Field Trip; But First: Phases of My Butt

A couple years back I noticed that my tuchas has developed an oddly triangular profile.

Recently, I noticed that it has once again returned to a triangular shape.

Today I realized that it’s a function of conditioning: as I progress from (relatively) out of shape to stage-fit, my butt progresses from “round” through “triangular” and finally to “square.”

Huh. You learn something new every day.

~

In other news, we left at the crack o’ dawn yesterday for Atlanta, checked into our hotel at 3 PM, established a CirqueLouis outpost, then proceeded to regroup with the crew before dinner and Cirque du Soleil’s Luzia. 

And speaking of Luzia—you guys, it knocked my socks off. 

Luzia is a beautiful show—funny and tender and full of love for a place and for the people k and cacti) who make that place shine, not to mention packed with the high-calibre circus performances that give Cirque du Soleil its stellar reputation.

B on the straps was, for me, the pinnacle—he’s beautiful and performs with ardor and pathos. I don’t really have language to describe his act. It was breathtaking.

We also got to roam around on the stage—which is fecking amazing, you guys; the technology!—and backstage, where the CduS cast trains and gets physical therapy and does everything else and where the giant amazing puppets live. 

After we chatted with the cast about circus stuff (and other stuff) over drinks, which was awesome. I tried to do a lot of listening. You learn a lot that way.

There’s much to be said for a life in which a business trip means watching a phenomenal performance and talking shop with phenomenal performers, then conducting a 5-hour long mobile meeting—part post-mortem on their show, part post-mortem on ours, and part spitball session for the next show—on the drive home the next day.

Little by little I feel like I’m starting to understand circus as an art form of its own, discrete from ballet and modern dance and so forth. I really owe that Jordan, our AD, who has been in love with circus all his life, who has built his life around circus, and who is teaching me (the company’s resident ballet boy) to really love circus in its own right.

~

Depression-wise, I’m making it back now, I think. The edges are still raw, and I need to respect that and not push myself off a ledge by diving back into too much at once. This is going to mean very consciously taking rest days, especially as I reset and shift back to a different rest-day schedule.

We’re halfway through November, somehow: I have roughly six weeks til it’s time to start hitting auditions. 

When I headed to Florida back in September, January seemed unimaginably far away. Now it’s right around the corner.

BG, Killer B, and BW are rebuilding me as a dancer. Jordan is refining me as a performer. I’m not yet back to the place in which I feel like, Yes, I should go audition for ballet things, but I’m at least in a place where auditioning for cirque things and ballet-adjacent things feels like it makes sense.

I want to say, “Let’s see where I am in six weeks,” but I kind of think that’s giving myself too much room to weasel out.

Anyway. That’s it for now. I’m exhausted and ready to turn my brain off for the night.

About asher

Me in a nutshell: Standard uptight ballet boy. Trapeze junkie. Half-baked choreographer. Budding researcher. Transit cyclist. Terrible homemaker. Neuro-atypical. Fabulous. Married to a very patient man. Bachelor of Science in Psychology (2015). Proto-foodie, but lazy about it. Cat owner ... or, should I say, cat own-ee? ... dog lover. Equestrian.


◆ ACTIVITY:
Do any lines in the data below contain "Where"? If so, copy every one of them.

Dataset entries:
....

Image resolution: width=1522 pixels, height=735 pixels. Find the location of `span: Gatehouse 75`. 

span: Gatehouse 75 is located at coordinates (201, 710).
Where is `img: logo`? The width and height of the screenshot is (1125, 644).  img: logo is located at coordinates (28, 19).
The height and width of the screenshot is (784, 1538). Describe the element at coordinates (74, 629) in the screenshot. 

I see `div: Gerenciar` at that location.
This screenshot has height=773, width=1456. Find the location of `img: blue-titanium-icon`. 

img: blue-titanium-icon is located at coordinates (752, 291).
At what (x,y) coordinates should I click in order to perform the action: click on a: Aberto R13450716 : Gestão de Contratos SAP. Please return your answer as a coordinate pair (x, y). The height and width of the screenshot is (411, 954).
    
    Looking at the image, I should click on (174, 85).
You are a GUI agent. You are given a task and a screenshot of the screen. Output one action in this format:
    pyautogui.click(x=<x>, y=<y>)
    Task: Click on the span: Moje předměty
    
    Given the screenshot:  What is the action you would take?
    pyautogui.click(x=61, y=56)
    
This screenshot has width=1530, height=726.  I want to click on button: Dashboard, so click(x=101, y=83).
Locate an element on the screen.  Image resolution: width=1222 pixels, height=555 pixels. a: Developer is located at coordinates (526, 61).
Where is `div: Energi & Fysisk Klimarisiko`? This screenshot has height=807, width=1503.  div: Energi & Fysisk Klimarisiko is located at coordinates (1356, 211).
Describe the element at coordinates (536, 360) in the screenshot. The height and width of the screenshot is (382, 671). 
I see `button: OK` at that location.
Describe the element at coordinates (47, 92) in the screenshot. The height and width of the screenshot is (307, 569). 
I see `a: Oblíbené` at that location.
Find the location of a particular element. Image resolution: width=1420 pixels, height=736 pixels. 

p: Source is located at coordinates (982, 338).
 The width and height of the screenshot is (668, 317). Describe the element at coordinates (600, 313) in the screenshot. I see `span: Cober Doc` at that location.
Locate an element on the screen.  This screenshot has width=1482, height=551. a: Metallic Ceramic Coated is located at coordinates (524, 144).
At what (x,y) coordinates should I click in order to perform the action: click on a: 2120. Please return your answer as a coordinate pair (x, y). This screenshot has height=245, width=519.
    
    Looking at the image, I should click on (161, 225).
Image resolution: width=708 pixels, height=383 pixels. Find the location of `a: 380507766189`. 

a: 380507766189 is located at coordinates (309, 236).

....

◆ EXERCISE RESULT:
Where is `img: logo`? The width and height of the screenshot is (1125, 644).  img: logo is located at coordinates (28, 19).
Where is `div: Energi & Fysisk Klimarisiko`? This screenshot has height=807, width=1503.  div: Energi & Fysisk Klimarisiko is located at coordinates (1356, 211).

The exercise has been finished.